In my more youthful days I was accused by a friend of being, too ‘deep’. On further enquiry I was given an example. She said, if I saw a beautiful tulip growing, I would want to dig it up to discover how it grew and why it performed so well. Rightly or wrongly, she was right. I am perhaps guilty of destroying something to discover the truth about it – it is the scientist in me.

On this occasion, I am not being deliberately destructive but I am mystified by something that has always haunted me. It is this: Why do we seek advice from people who know better, pay for it, then discard that advice? This has been sheeted home to me more recently by the accumulation of reality ‘advice’ shows seen on TV. Being fortunate enough to have pay television, I can indulge in programs such as ‘Property Ladder’, ‘The Hotel Inspector’ and ‘The Chopping Block’ etc. to my heart’s content. You know the programs where experts are asked to advise people engaging in professional activities on how to create better outcomes.

Inevitably their businesses are usually failing and they agree that help is needed. The consistency of the recipients responses is staggering. Without fail 90% of them challenge the advice and a good 70% ignore it. I can’t for the life of me understand why?

My limited psychological experience tells me that it is partially a matter of ego and that we have evolved to such a state of self assured that we can challenge expertise which we do not possess. Yet that same limited psychology also tells me that truly self confident people are happy to accept advice, change course and win the day. As a consequence I can only stand confused with a tulip in my hand.

The reason it bothers me is because we as advisors see this played out every day. Soundly rationalised strategy ignored; colour choices rejected; design elements destroyed; brand consistency abandoned. It makes little sense when people say, “Yes it’s nice but I like my idea better!”

Yes, I’m conscious that we all have opinions but often those opinions are driven by our likes and dislikes and they are not the issue. What’s important is the likes and dislikes of those we serve and because you like duck egg blue doesn’t mean the rest of the world, including your clients and customers, like duck egg blue. But it’s much more than colour and design, it’s everything.

I don’t play the piano very well – I wish with all my heart I did and if I want to play it well I’d ask for help from a real teacher – a pianist, someone with talent. When they tell me what to do I don’t say, “Nah! Don’t like that way, why don’t we try it this way?” That’s absurd. But in reality that happens to us consultants every live long day.

I want to appeal to those people who look at marketing, think it looks easy, try it and can’t make it work. It’s good that you should seek advice. However when you do realise that the status quo is not an option and that you’ll need to change some things, (if nothing changes it will remain the same) for heaven’s sake accept that you need to change.

More importantly it is imperative you accept that you must develop an attitude which has long served me well. You have a choice: ‘you can feed your ego or you can feed your family’. My view is simple, forget the ego. Let the sunshine in and stick your ego where the sun don’t shine.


- What to work on -
Look over the entries that follow and work out how many lines contain "sheet". State the number only.

[Website and app data records]

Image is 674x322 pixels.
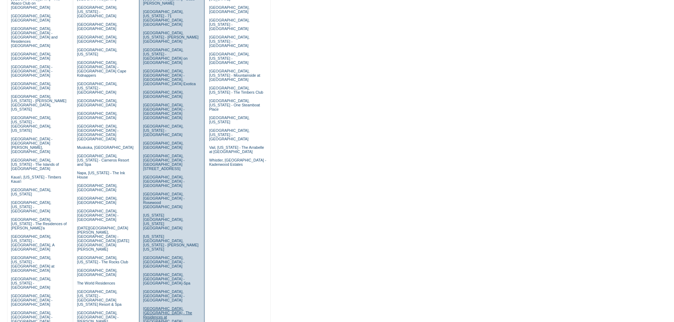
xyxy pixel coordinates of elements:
a: [US_STATE][GEOGRAPHIC_DATA], [US_STATE] - [PERSON_NAME] [US_STATE] [143,235,198,252]
a: [GEOGRAPHIC_DATA], [US_STATE] - 71 [GEOGRAPHIC_DATA], [GEOGRAPHIC_DATA] [143,10,183,27]
a: [GEOGRAPHIC_DATA], [GEOGRAPHIC_DATA] - [GEOGRAPHIC_DATA], [GEOGRAPHIC_DATA] Exotica [143,69,196,86]
a: [GEOGRAPHIC_DATA], [GEOGRAPHIC_DATA] - [GEOGRAPHIC_DATA]-Spa [143,273,190,285]
a: [GEOGRAPHIC_DATA], [GEOGRAPHIC_DATA] [77,184,117,192]
a: [GEOGRAPHIC_DATA], [GEOGRAPHIC_DATA] - [GEOGRAPHIC_DATA] [GEOGRAPHIC_DATA] [77,124,119,141]
a: [GEOGRAPHIC_DATA], [GEOGRAPHIC_DATA] [143,141,183,150]
a: [GEOGRAPHIC_DATA], [GEOGRAPHIC_DATA] [11,82,51,90]
a: [GEOGRAPHIC_DATA], [US_STATE] - The Rocks Club [77,256,128,264]
a: [GEOGRAPHIC_DATA], [US_STATE] [209,116,249,124]
a: Napa, [US_STATE] - The Ink House [77,171,125,179]
a: [GEOGRAPHIC_DATA], [US_STATE] [11,188,51,196]
a: [GEOGRAPHIC_DATA], [US_STATE] - [GEOGRAPHIC_DATA] [11,201,51,213]
a: [GEOGRAPHIC_DATA], [US_STATE] - [PERSON_NAME][GEOGRAPHIC_DATA], [US_STATE] [11,94,67,111]
a: [GEOGRAPHIC_DATA], [US_STATE] - [GEOGRAPHIC_DATA] [209,18,249,31]
a: [GEOGRAPHIC_DATA], [US_STATE] - [GEOGRAPHIC_DATA] on [GEOGRAPHIC_DATA] [143,48,187,65]
a: [US_STATE][GEOGRAPHIC_DATA], [US_STATE][GEOGRAPHIC_DATA] [143,213,183,230]
a: [GEOGRAPHIC_DATA], [US_STATE] - [GEOGRAPHIC_DATA], A [GEOGRAPHIC_DATA] [11,235,54,252]
a: [GEOGRAPHIC_DATA], [GEOGRAPHIC_DATA] - [GEOGRAPHIC_DATA] [11,294,52,307]
a: [GEOGRAPHIC_DATA] - [GEOGRAPHIC_DATA] - [GEOGRAPHIC_DATA] [11,65,52,77]
a: [GEOGRAPHIC_DATA], [US_STATE] - [GEOGRAPHIC_DATA] [77,82,117,94]
a: Vail, [US_STATE] - The Arrabelle at [GEOGRAPHIC_DATA] [209,145,264,154]
a: [GEOGRAPHIC_DATA], [GEOGRAPHIC_DATA] [77,196,117,205]
a: [GEOGRAPHIC_DATA], [US_STATE] - [GEOGRAPHIC_DATA] at [GEOGRAPHIC_DATA] [11,256,54,273]
a: [GEOGRAPHIC_DATA], [GEOGRAPHIC_DATA] - [GEOGRAPHIC_DATA] [143,290,184,302]
a: Whistler, [GEOGRAPHIC_DATA] - Kadenwood Estates [209,158,266,167]
a: [GEOGRAPHIC_DATA], [US_STATE] - Mountainside at [GEOGRAPHIC_DATA] [209,69,260,82]
a: [GEOGRAPHIC_DATA], [GEOGRAPHIC_DATA] [77,268,117,277]
a: [GEOGRAPHIC_DATA], [GEOGRAPHIC_DATA] - [GEOGRAPHIC_DATA] [143,256,184,268]
a: [GEOGRAPHIC_DATA], [US_STATE] - The Residences of [PERSON_NAME]'a [11,218,67,230]
a: [GEOGRAPHIC_DATA], [GEOGRAPHIC_DATA] - [GEOGRAPHIC_DATA][STREET_ADDRESS] [143,154,184,171]
a: The World Residences [77,281,115,285]
a: [GEOGRAPHIC_DATA], [GEOGRAPHIC_DATA] [77,99,117,107]
a: [GEOGRAPHIC_DATA], [GEOGRAPHIC_DATA] [209,5,249,14]
a: Muskoka, [GEOGRAPHIC_DATA] [77,145,133,150]
a: [GEOGRAPHIC_DATA], [GEOGRAPHIC_DATA] - [GEOGRAPHIC_DATA] [143,175,184,188]
a: [GEOGRAPHIC_DATA], [GEOGRAPHIC_DATA] - [GEOGRAPHIC_DATA] [GEOGRAPHIC_DATA] [143,103,184,120]
a: [GEOGRAPHIC_DATA], [US_STATE] - [PERSON_NAME][GEOGRAPHIC_DATA] [143,31,198,44]
a: [GEOGRAPHIC_DATA], [GEOGRAPHIC_DATA] - [GEOGRAPHIC_DATA] and Residences [GEOGRAPHIC_DATA] [11,27,58,48]
a: [GEOGRAPHIC_DATA], [US_STATE] - Carneros Resort and Spa [77,154,129,167]
a: [GEOGRAPHIC_DATA], [US_STATE] - The Islands of [GEOGRAPHIC_DATA] [11,158,59,171]
a: [GEOGRAPHIC_DATA], [US_STATE] - [GEOGRAPHIC_DATA] [143,124,183,137]
a: [GEOGRAPHIC_DATA] - [GEOGRAPHIC_DATA][PERSON_NAME], [GEOGRAPHIC_DATA] [11,137,52,154]
a: [GEOGRAPHIC_DATA], [GEOGRAPHIC_DATA] - Rosewood [GEOGRAPHIC_DATA] [143,192,184,209]
a: [GEOGRAPHIC_DATA], [US_STATE] - [GEOGRAPHIC_DATA], [US_STATE] [11,116,51,133]
a: [GEOGRAPHIC_DATA], [GEOGRAPHIC_DATA] [11,52,51,60]
a: [GEOGRAPHIC_DATA], [GEOGRAPHIC_DATA] [11,14,51,22]
a: Kaua'i, [US_STATE] - Timbers Kaua'i [11,175,61,184]
a: [GEOGRAPHIC_DATA], [GEOGRAPHIC_DATA] [143,90,183,99]
a: [DATE][GEOGRAPHIC_DATA][PERSON_NAME], [GEOGRAPHIC_DATA] - [GEOGRAPHIC_DATA] [DATE][GEOGRAPHIC_DAT... [77,226,129,252]
a: [GEOGRAPHIC_DATA], [US_STATE] - [GEOGRAPHIC_DATA] [11,277,51,290]
a: [GEOGRAPHIC_DATA], [GEOGRAPHIC_DATA] [77,22,117,31]
a: [GEOGRAPHIC_DATA], [US_STATE] - [GEOGRAPHIC_DATA] [209,35,249,48]
a: [GEOGRAPHIC_DATA], [US_STATE] - The Timbers Club [209,86,263,94]
a: [GEOGRAPHIC_DATA], [US_STATE] [77,48,117,56]
a: [GEOGRAPHIC_DATA], [US_STATE] - One Steamboat Place [209,99,260,111]
a: [GEOGRAPHIC_DATA], [GEOGRAPHIC_DATA] - [GEOGRAPHIC_DATA] Cape Kidnappers [77,60,126,77]
a: [GEOGRAPHIC_DATA], [US_STATE] - [GEOGRAPHIC_DATA] [US_STATE] Resort & Spa [77,290,122,307]
a: [GEOGRAPHIC_DATA], [US_STATE] - [GEOGRAPHIC_DATA] [209,52,249,65]
a: [GEOGRAPHIC_DATA], [US_STATE] - [GEOGRAPHIC_DATA] [209,128,249,141]
a: [GEOGRAPHIC_DATA], [GEOGRAPHIC_DATA] - [GEOGRAPHIC_DATA] [77,209,119,222]
a: [GEOGRAPHIC_DATA], [US_STATE] - [GEOGRAPHIC_DATA] [77,5,117,18]
a: [GEOGRAPHIC_DATA], [GEOGRAPHIC_DATA] [77,111,117,120]
a: [GEOGRAPHIC_DATA], [GEOGRAPHIC_DATA] [77,35,117,44]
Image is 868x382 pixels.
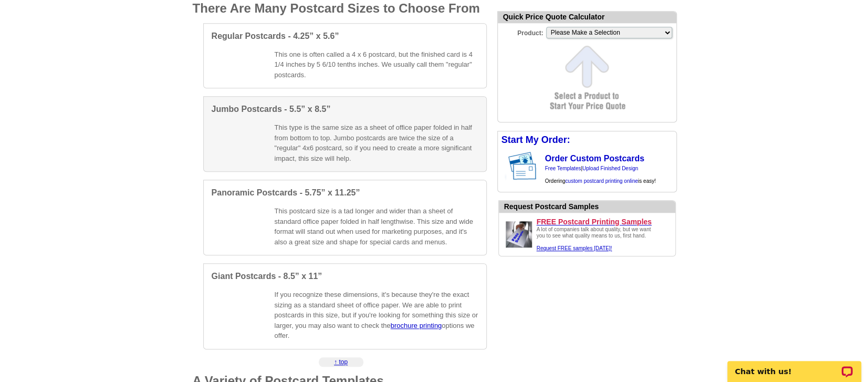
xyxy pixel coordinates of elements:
img: background image for postcard [498,148,506,183]
label: Product: [498,26,545,38]
a: Order Custom Postcards [545,154,644,163]
span: | Ordering is easy! [545,165,656,184]
a: custom postcard printing online [565,178,637,184]
img: post card showing stamp and address area [506,148,543,183]
a: FREE Postcard Printing Samples [536,217,671,226]
a: ↑ top [334,358,348,365]
div: Request Postcard Samples [504,201,675,212]
div: A lot of companies talk about quality, but we want you to see what quality means to us, first hand. [536,226,657,251]
p: This postcard size is a tad longer and wider than a sheet of standard office paper folded in half... [274,206,478,247]
h2: There Are Many Postcard Sizes to Choose From [193,2,487,15]
span: Regular Postcards - 4.25” x 5.6” [212,31,339,40]
span: Panoramic Postcards - 5.75” x 11.25” [212,188,360,197]
img: Upload a design ready to be printed [503,218,534,250]
a: brochure printing [390,322,442,329]
p: This one is often called a 4 x 6 postcard, but the finished card is 4 1/4 inches by 5 6/10 tenths... [274,49,478,80]
span: Giant Postcards - 8.5” x 11” [212,272,323,281]
div: Quick Price Quote Calculator [498,12,676,23]
p: If you recognize these dimensions, it's because they're the exact sizing as a standard sheet of o... [274,290,478,341]
a: Free Templates [545,165,581,171]
p: This type is the same size as a sheet of office paper folded in half from bottom to top. Jumbo po... [274,122,478,164]
iframe: LiveChat chat widget [720,348,868,382]
a: Request FREE samples [DATE]! [536,245,612,251]
a: Upload Finished Design [582,165,638,171]
div: Start My Order: [498,131,676,148]
span: Jumbo Postcards - 5.5” x 8.5” [212,105,331,113]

- Finished exercise -
3